On Practising

by Jenny Macmillan

Ability Development, Spring 1996

I am a Suzuki mother with three children aged eleven, nine and seven learning piano with Kevin Smith. I am also on the Suzuki piano teacher training course. Like all Suzuki mothers, I am constantly trying to devise better, more effective ways of organising the children’s practice. In some ways it gets easier as they get older (or perhaps as I get more experienced). We now have a fairly regular routine for every day of the year except Christmas Day or when we are actually away from home on holiday.
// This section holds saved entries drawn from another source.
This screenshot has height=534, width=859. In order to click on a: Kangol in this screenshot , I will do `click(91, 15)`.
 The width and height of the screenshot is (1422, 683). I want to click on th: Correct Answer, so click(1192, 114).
First and foremost, for us, practice must be done in the morning before any other activities take our attention. From personal experience, I find that if I do my own practice after shopping, making telephone calls, doing housework, or anything else, my mind is not on the practice - I do not listen so attentively, and have less patience for careful repetition. However early your children have to leave for school, calculate how long it takes to get dressed and have breakfast plus 40 minutes for each child’s Suzuki (allow 40 minutes for 30 minutes constructive practice), and set the alarm clock accordingly. (This may mean going to bed earlier in the evening!). Make sure you allow yourself plenty of time so you are not rushed and can enjoy giving your full attention to your child. We also do about 15 minutes practice in the evening - not so intensive - no new work and no reading - but useful for ‘fun’ items such as duets and trios.

Our daily schedule runs something like this:
Morning 5 mins reading
10 mins newest piece
10 mins next newest piece
5 mins review
If we are preparing for a conert, there will be less work on a new piece and more polishing of the concert piece.

Evening 5 mins scales and
arpeggios
5 mins duet or trio
5 mins once straight through what
can be played of newest piece,
straight through
concert piece, some review

You may wonder where we do the bulk of our review. I find the children are not concentrating so well at the end of each practice to do much review, and I generally prefer not to start with review, so we devote one morning practice a week, on Saturday, to playing each child’s complete repertoire. I make a note of any piece that is not up to standard and we work on it during the following week. I have never heard of anyone elso who has this system - most people seem to prefer to play several review pieces daily. You have to work out what is best for you and your child.

To try to create variety in our practising, I might give the children a week off scales and arpeggios at half term, and instead include more review in their evening practice. Review pieces have a habit of getting untidy, so during the longer school holidays we often work through special practice charts which list all the pieces each child can play. During the course of the holiday, each piece has to be played perfectly hands separately and then together in order to earn a sticker.

I do not believe in bribing children with presents or sweets, but I do offer stickers as rewards - for a good practice or for repetition of a particular practice point. The children do get a small present on completion of each repertoire book.

Before my children had started school, we practised 3 or 4 times a day. It often took 20 minutes to fit in a 5 minute practice, along the lines of - I play with model cars on the floor with my son, we do 5 minutes piano together, then I read him (and his siblings) a story.

My children (like most others) never liked to repeat a short section several times. Our first teacher, Anne Turner, recommended a game which often worked well. After my son’s lesson, I would make a lucky dip of the practice points covered in the lesson. One piece of paper might say Cuckoo bar 1 RH 5x, another Lightly Row line 3 tog 6x. Also in the lucky dip were papers which said things like Do a somersault or Give mummy a kiss. Another way of getting in lots of repetitions is to take apart a wooden toy or jigsaw and gradually build it up with each single repetition or 10 repetitions.

I often find it is awkward to get the children to the piano - they are too busy doing other things - but they are almost always fine once at the piano. I try not to ask them to practise just as their favorite television programme is beginning, or when they are in the middle of a good game (almost impossible), or during a ‘low spell’. Some children are fresher straight after school; some are more tired then but better after tea and a bath. I try to put them in a positive frame of mind by talking enthusiastically about something - visiting friends, a birthday party, an outing, a concert, new clothes ... I felt real progress had been made when my eldest son started to book his practice time in advance - “I’ll do my piano at 4 o’clock this afternoon so I can get it done before playing tennis”.

My three children are hardly ‘model’ pupils - eager and willing to do their practice every day - but in some ways I don’t think it would be healthy if they were. They have many interests. They have wills of their own, which is as it should be, and it is up to me to direct their wills to music making.